One extra coin
Two gamblers sit across from each other. Player A has 6 fair coins. Player B has 5. They both flip all their coins at once. A wins if she gets strictly more heads than B.
How likely is that?
Try it. Watch the rate converge:
Drag the slider to change . Whether B has 1 coin or 12, A's win rate stubbornly sits at around 50%.
The symmetry trick
Computing directly requires summing over all possible head counts for both players. With and coins, that's a double sum of binomial coefficients — messy.
There's a faster approach. Set aside A's last coin. Now both players have exactly coins each.
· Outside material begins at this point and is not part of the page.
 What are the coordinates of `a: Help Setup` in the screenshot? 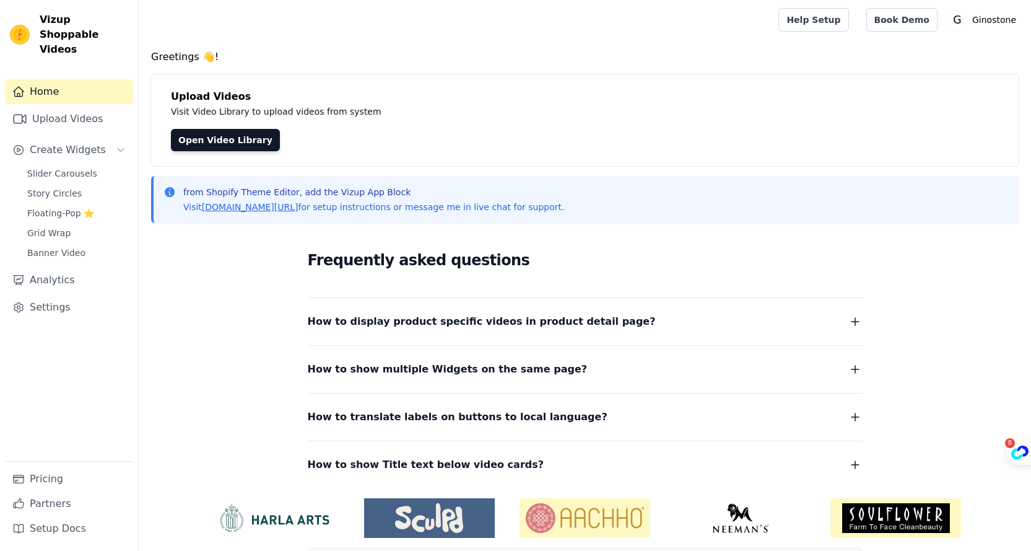 It's located at (813, 20).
Compare their head counts. Three things can happen:
After both players flip their first coins:
: A has more heads than B
: A has the same number of heads as B
: A has fewer heads than B
By symmetry, . Both players have fair coins, so "A beats B" and "B beats A" are equally likely. Call this probability , and let .
Since the three events cover everything: .
The proof never computes or . It doesn't need to. The structure of the problem forces the answer to be 1/2 regardless of those values. Symmetry arguments let you skip the computation entirely.
Why this matters for interviews
This problem appears in nearly every quant finance interview prep book. Interviewers use it to test whether candidates reach for brute-force computation or pause to find structural shortcuts.
The lesson generalizes. Whenever a problem has a natural symmetry, exploiting it can collapse pages of algebra into a few lines.
The takeaway
When you see asymmetry in a problem (one player has more coins, one team is bigger), ask: "What if I remove the asymmetry?" Stripping down to the symmetric core often reveals a clean decomposition into cases. The algebra that looked scary cancels itself out. This technique shows up in independence arguments, conditional probability, and throughout competition mathematics.